Ask not for whom the tollbooth tolls, for it tolls for thee. At least that's how it works in theory. The word "freeway" is an oxymoron because highways aren't free. It costs money to build and maintain roads. That's why we pay unusually chunky taxes every time we fill 'er up at the gas pump.

So what's the deal with the tollbooth? It's unsightly. It's counterproductive. It's dangerous. You won't find too many drivers cheering the tollbooth. The stop. The wait. The fumbling for change. The exchange. The clearance. While folks may factor everything from insurance to registration fees in the car-buying decision process, few factor in the financial impact of being nickel-and-dimed on tolls -- but they should.

While states have been rolling out technological enhancements to improve the collection process, the question remains: Why?

According to the Illinois-based activist group at notolls.org, that state's tollway system was rolled out in the 1950s as a way to pay for financing bonds. Yet while the debt was paid off three decades later, the tolls remain.

Like a kid with a borrowed toy who eventually grows to assume ownership, tollbooths earmarked for one collection are often simply redirected to raise money for a new project or help balance a transportation budgeting shortfall elsewhere.

Safety first
Citizens Against Tolls is a group of activists who oppose tollbooths on New Jersey's Garden State Parkway. "Tolls are the least efficient, most expensive, most polluting, and most aggravating way to pay for a road," the group argues on its appropriately titled site endtolls.com.

The organization argues that it costs more than $70 million each year simply to collect the tolls on the Parkway. Isn't there a more efficient way to fund the roadways? However, Citizens Against Tolls saves its most damaging arguments when it comes to safety.

A study of last year's Parkway accidents found that a wreck was at least three times more likely to happen approaching a tollbooth than anywhere else on the highway. It makes sense. Cars are swerving over to appropriate lanes. Motorists are temporarily distracted as they look for the right coins. It's a dizzying spectacle during times of peak congestion.

Paving over tradition
While it can be argued that tolls are an ideal form of taxation in that it is a cost borne by those who benefit from the tolled roadways the most, there are still lines that should not be crossed. According to the Charleston Daily Mail, Kentucky congressman Hal Rogers may have garnered new fans when he managed to eradicate tolls on the scenic Daniel Boone Parkway by winning over congressional funds. But he lost some of those cheerleaders when the highway was earmarked to be renamed after Rogers himself.

The National Motorists Association, while probably best known for successfully promoting higher ceilings on national speed limits, also opposes the expansion of toll roads as well as the continued use of tollbooths that have outlived their financing obligations.

All over the country, tollbooths are finding few friends these days. From environmentalist groups who argue that the presence of booths violates the Clean Air Act to frustrated drivers venting at innocent collectors, support for financing alternatives that are less cumbersome is growing.

Pass deflected
One of the more revolutionary roadway technologies developed in recent years is the toll pass. Commuters can prepay for transponders that allow motorists to drive past tollbooth lanes equipped to scan the vehicle without stopping. These toll passes go by different names. In California, it's called FasTrak. In Florida it's SunPass.

Between the convenience and the discounted tolls, it's easy to see why they have become popular with commuters. Illinois had issued 950,000 transponders by June. A month earlier, I-Pass drivers already accounted for 43% of all tollway transactions.

They are not cheap. Before FasTrak's electronic tolls are used to improve transit service in Southern California, $750,000 is applied to operating costs and another $60,000 for enforcement. However, Florida claims that SunPass lanes can process up to 1,800 vehicles an hour -- a 300% improvement over their manually operated forefathers.

Yet even progress has its detractors. The infrastructure buildout of these next-generation tollbooths is not cheap, and advocates are finding it hard to not argue the labor savings from these unmanned booths while the economy is still sensitive to job cuts.

Citizens Against Tolls argues that the hundreds of millions supposedly earmarked for New Jersey's E-ZPass system a few years back could have gone a long way to bankroll many other transit improvement projects.

So, you can't please everybody. I'd argue that's just my two cents' worth, but, I'm sorry, I'm going to need those. I see a tollbooth up ahead.

Rick Aristotle Munarriz respects the tollbooth operator. He also refuses to buy into the transponder -- for now. Rick's stock holdings can be viewed online, as can the Fool's disclosure policy.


» **Exercise**:
Each line in the data must be reproduced as written, except for any picture.

======== Material shown ========

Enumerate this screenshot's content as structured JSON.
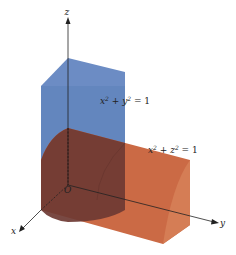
{
  "figure": {
    "axes": {
      "x_label": "x",
      "y_label": "y",
      "z_label": "z",
      "origin_label": "O"
    },
    "surfaces": [
      {
        "equation_base": "x",
        "exp1": "2",
        "mid": " + y",
        "exp2": "2",
        "rhs": " = 1",
        "color": "#5a7db8"
      },
      {
        "equation_base": "x",
        "exp1": "2",
        "mid": " + z",
        "exp2": "2",
        "rhs": " = 1",
        "color": "#c8643e"
      }
    ],
    "colors": {
      "blue_side": "#5b7fbb",
      "blue_top": "#6c8cc4",
      "orange_side": "#cb6a45",
      "orange_cap": "#d27a52",
      "overlap": "#6e3a33",
      "axis": "#222222"
    }
  }
}
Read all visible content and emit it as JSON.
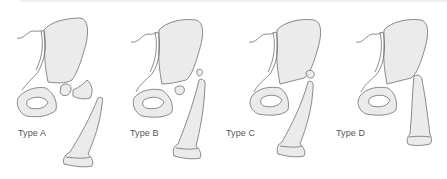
{
  "figure": {
    "panels": [
      {
        "id": "A",
        "label": "Type A",
        "left": 0
      },
      {
        "id": "B",
        "label": "Type B",
        "left": 112
      },
      {
        "id": "C",
        "label": "Type C",
        "left": 224
      },
      {
        "id": "D",
        "label": "Type D",
        "left": 336
      }
    ]
  },
  "colors": {
    "bone_fill": "#ebebeb",
    "outline": "#6e6e6e",
    "label_text": "#555555",
    "background": "#ffffff"
  }
}
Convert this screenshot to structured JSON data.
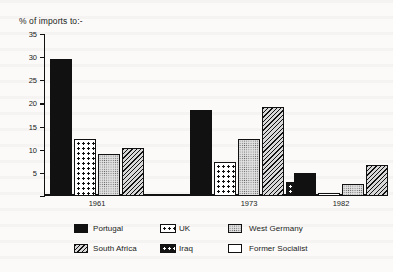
{
  "chart_data": {
    "type": "bar",
    "title": "% of imports to:-",
    "xlabel": "",
    "ylabel": "",
    "ylim": [
      0,
      35
    ],
    "yticks": [
      0,
      5,
      10,
      15,
      20,
      25,
      30,
      35
    ],
    "ytick_labels": [
      "",
      "5",
      "10",
      "15",
      "20",
      "25",
      "30",
      "35"
    ],
    "grid": false,
    "legend_position": "bottom",
    "categories": [
      "1961",
      "1973",
      "1982"
    ],
    "series": [
      {
        "name": "Portugal",
        "pattern": "solid",
        "values": [
          29.7,
          18.6,
          4.9
        ]
      },
      {
        "name": "UK",
        "pattern": "dot-black",
        "values": [
          12.3,
          7.4,
          0.6
        ]
      },
      {
        "name": "West Germany",
        "pattern": "fine-dots",
        "values": [
          9.1,
          12.4,
          2.7
        ]
      },
      {
        "name": "South Africa",
        "pattern": "hatch",
        "values": [
          10.4,
          19.3,
          6.8
        ]
      },
      {
        "name": "Iraq",
        "pattern": "dot-white",
        "values": [
          null,
          3.1,
          null
        ]
      },
      {
        "name": "Former Socialist",
        "pattern": "white",
        "values": [
          null,
          null,
          12.8
        ]
      }
    ]
  },
  "legend": {
    "items": [
      {
        "label": "Portugal",
        "pattern": "solid"
      },
      {
        "label": "UK",
        "pattern": "dot-black"
      },
      {
        "label": "West Germany",
        "pattern": "fine-dots"
      },
      {
        "label": "South Africa",
        "pattern": "hatch"
      },
      {
        "label": "Iraq",
        "pattern": "dot-white"
      },
      {
        "label": "Former Socialist",
        "pattern": "white"
      }
    ]
  },
  "colors": {
    "ink": "#111111",
    "paper": "#fbfaf8",
    "light_fill": "#e2e2e2"
  }
}
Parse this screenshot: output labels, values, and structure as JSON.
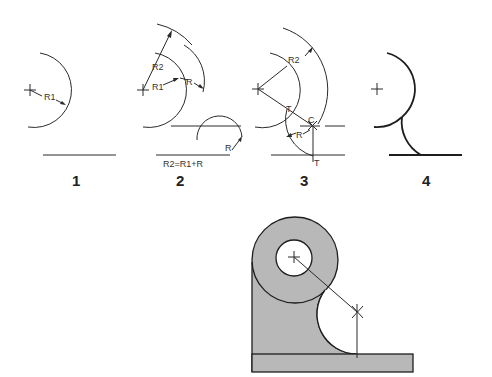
{
  "figure": {
    "steps": [
      {
        "number": "1",
        "labels": {
          "radius": "R1"
        }
      },
      {
        "number": "2",
        "labels": {
          "outer_radius": "R2",
          "inner_radius": "R1",
          "arc_radius": "R",
          "line_offset": "R",
          "formula": "R2=R1+R"
        }
      },
      {
        "number": "3",
        "labels": {
          "outer_radius": "R2",
          "tangent_point_circle": "T",
          "center": "C",
          "arc_radius": "R",
          "tangent_point_line": "T"
        }
      },
      {
        "number": "4",
        "labels": {}
      }
    ],
    "result": {
      "description": "Bracket part with shaded fillet between boss and base"
    },
    "colors": {
      "line": "#2a2a2a",
      "fill": "#b8b8b8",
      "background": "#ffffff"
    }
  }
}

========

» **Solution to this exercise**:
Enumerate this screenshot's content as structured JSON.
{
  "figure": {
    "axes": {
      "x_label": "x",
      "y_label": "y",
      "z_label": "z",
      "origin_label": "O"
    },
    "surfaces": [
      {
        "equation_base": "x",
        "exp1": "2",
        "mid": " + y",
        "exp2": "2",
        "rhs": " = 1",
        "color": "#5a7db8"
      },
      {
        "equation_base": "x",
        "exp1": "2",
        "mid": " + z",
        "exp2": "2",
        "rhs": " = 1",
        "color": "#c8643e"
      }
    ],
    "colors": {
      "blue_side": "#5b7fbb",
      "blue_top": "#6c8cc4",
      "orange_side": "#cb6a45",
      "orange_cap": "#d27a52",
      "overlap": "#6e3a33",
      "axis": "#222222"
    }
  }
}
Read all visible content and emit it as JSON.
{
  "figure": {
    "panels": [
      {
        "id": "A",
        "label": "Type A",
        "left": 0
      },
      {
        "id": "B",
        "label": "Type B",
        "left": 112
      },
      {
        "id": "C",
        "label": "Type C",
        "left": 224
      },
      {
        "id": "D",
        "label": "Type D",
        "left": 336
      }
    ]
  },
  "colors": {
    "bone_fill": "#ebebeb",
    "outline": "#6e6e6e",
    "label_text": "#555555",
    "background": "#ffffff"
  }
}
Convert this screenshot to structured JSON data.
{
  "chart_data": {
    "type": "bar",
    "title": "% of imports to:-",
    "xlabel": "",
    "ylabel": "",
    "ylim": [
      0,
      35
    ],
    "yticks": [
      0,
      5,
      10,
      15,
      20,
      25,
      30,
      35
    ],
    "ytick_labels": [
      "",
      "5",
      "10",
      "15",
      "20",
      "25",
      "30",
      "35"
    ],
    "grid": false,
    "legend_position": "bottom",
    "categories": [
      "1961",
      "1973",
      "1982"
    ],
    "series": [
      {
        "name": "Portugal",
        "pattern": "solid",
        "values": [
          29.7,
          18.6,
          4.9
        ]
      },
      {
        "name": "UK",
        "pattern": "dot-black",
        "values": [
          12.3,
          7.4,
          0.6
        ]
      },
      {
        "name": "West Germany",
        "pattern": "fine-dots",
        "values": [
          9.1,
          12.4,
          2.7
        ]
      },
      {
        "name": "South Africa",
        "pattern": "hatch",
        "values": [
          10.4,
          19.3,
          6.8
        ]
      },
      {
        "name": "Iraq",
        "pattern": "dot-white",
        "values": [
          null,
          3.1,
          null
        ]
      },
      {
        "name": "Former Socialist",
        "pattern": "white",
        "values": [
          null,
          null,
          12.8
        ]
      }
    ]
  },
  "legend": {
    "items": [
      {
        "label": "Portugal",
        "pattern": "solid"
      },
      {
        "label": "UK",
        "pattern": "dot-black"
      },
      {
        "label": "West Germany",
        "pattern": "fine-dots"
      },
      {
        "label": "South Africa",
        "pattern": "hatch"
      },
      {
        "label": "Iraq",
        "pattern": "dot-white"
      },
      {
        "label": "Former Socialist",
        "pattern": "white"
      }
    ]
  },
  "colors": {
    "ink": "#111111",
    "paper": "#fbfaf8",
    "light_fill": "#e2e2e2"
  }
}
Parse this screenshot: output labels, values, and structure as JSON.
{
  "figure": {
    "steps": [
      {
        "number": "1",
        "labels": {
          "radius": "R1"
        }
      },
      {
        "number": "2",
        "labels": {
          "outer_radius": "R2",
          "inner_radius": "R1",
          "arc_radius": "R",
          "line_offset": "R",
          "formula": "R2=R1+R"
        }
      },
      {
        "number": "3",
        "labels": {
          "outer_radius": "R2",
          "tangent_point_circle": "T",
          "center": "C",
          "arc_radius": "R",
          "tangent_point_line": "T"
        }
      },
      {
        "number": "4",
        "labels": {}
      }
    ],
    "result": {
      "description": "Bracket part with shaded fillet between boss and base"
    },
    "colors": {
      "line": "#2a2a2a",
      "fill": "#b8b8b8",
      "background": "#ffffff"
    }
  }
}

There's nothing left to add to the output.